• [TASK STATEMENT]:
Every line from the line containing "This screenshot has width=812, height=514." through the end of the data is to be reproduced exactly, excluding pictures.

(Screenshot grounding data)
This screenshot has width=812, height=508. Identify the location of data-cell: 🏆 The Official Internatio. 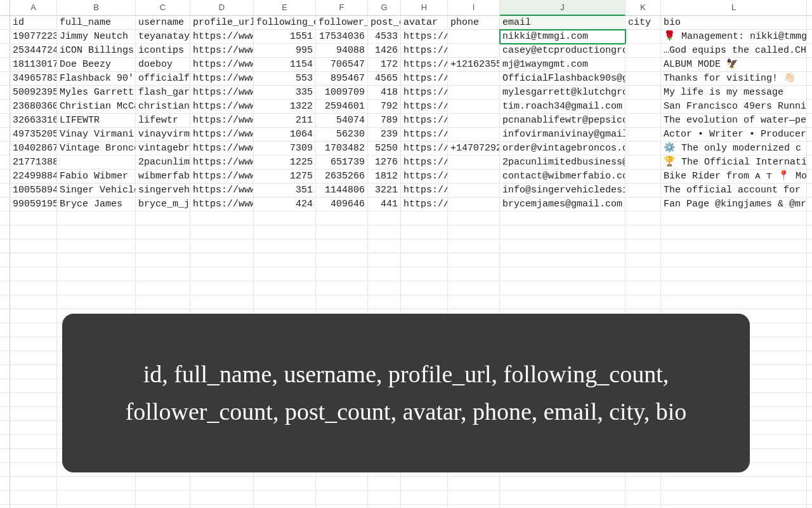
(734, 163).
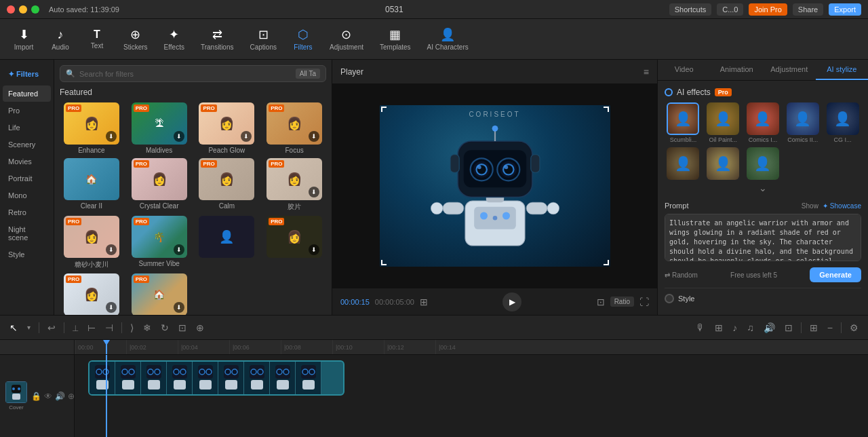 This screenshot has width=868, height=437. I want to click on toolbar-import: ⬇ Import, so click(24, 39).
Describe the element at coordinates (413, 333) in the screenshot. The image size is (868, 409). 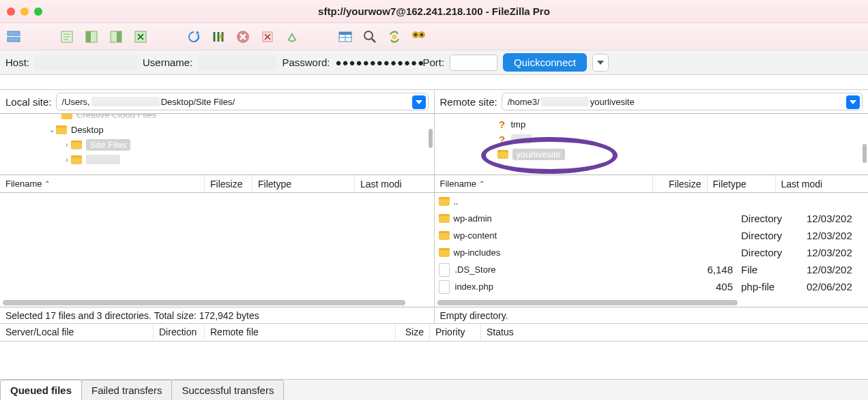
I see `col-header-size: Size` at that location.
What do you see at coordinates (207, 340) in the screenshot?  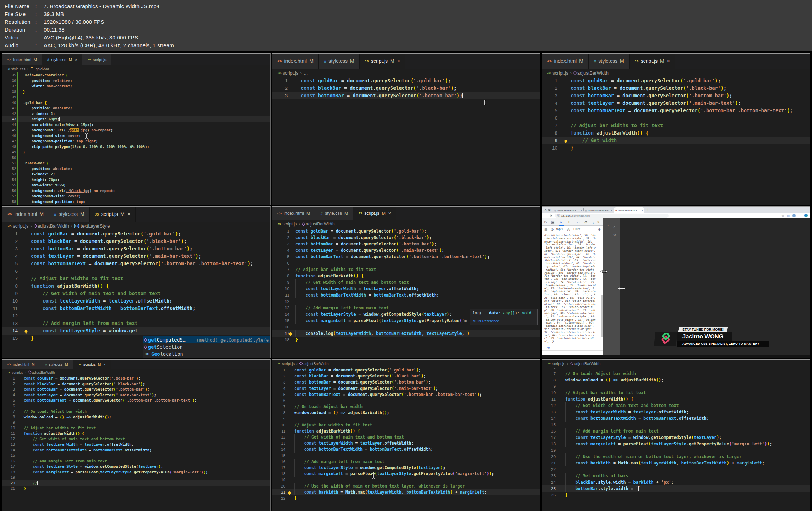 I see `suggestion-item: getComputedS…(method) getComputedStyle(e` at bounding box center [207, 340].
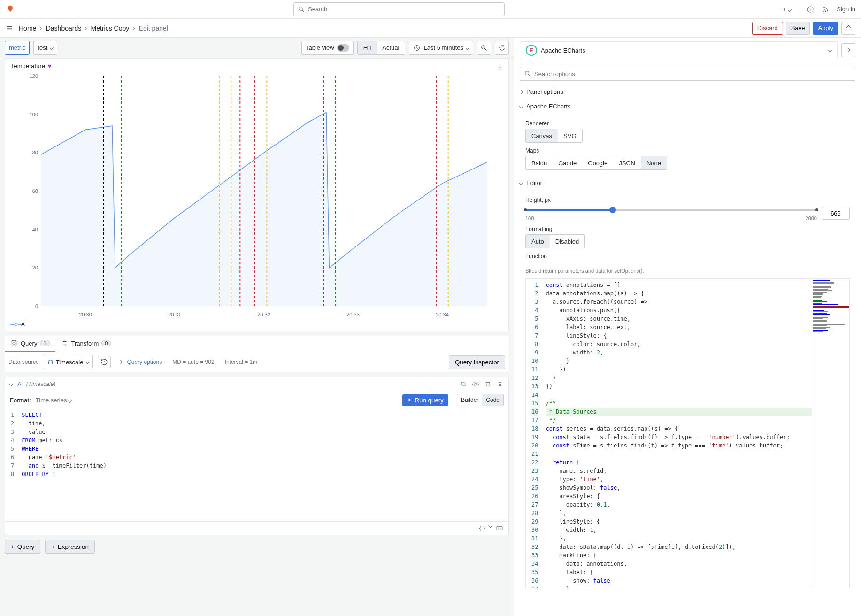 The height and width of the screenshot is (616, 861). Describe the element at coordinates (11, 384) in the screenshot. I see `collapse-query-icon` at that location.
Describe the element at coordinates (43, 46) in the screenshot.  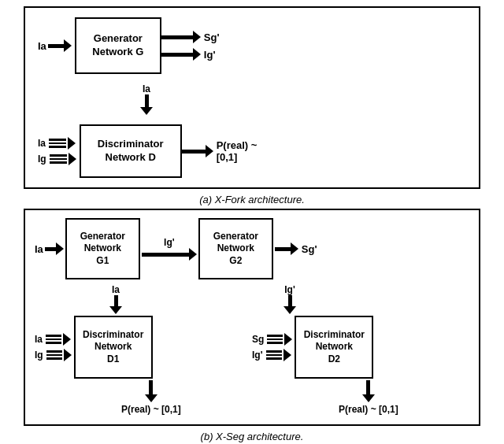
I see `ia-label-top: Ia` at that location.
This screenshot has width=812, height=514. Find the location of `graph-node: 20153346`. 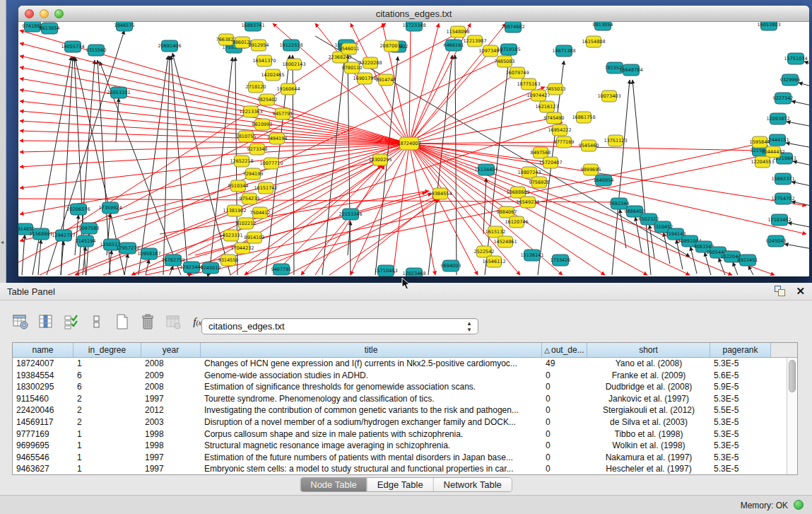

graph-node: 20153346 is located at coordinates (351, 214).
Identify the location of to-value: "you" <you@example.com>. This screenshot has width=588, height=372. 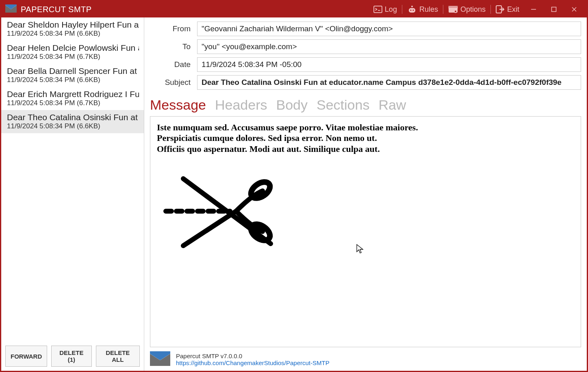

• [ANSWER TO THIS TASK]:
This screenshot has width=812, height=514. Find the location of `graph-node: 20153346`. 

graph-node: 20153346 is located at coordinates (351, 214).
Identify the location of to-value: "you" <you@example.com>. This screenshot has width=588, height=372. 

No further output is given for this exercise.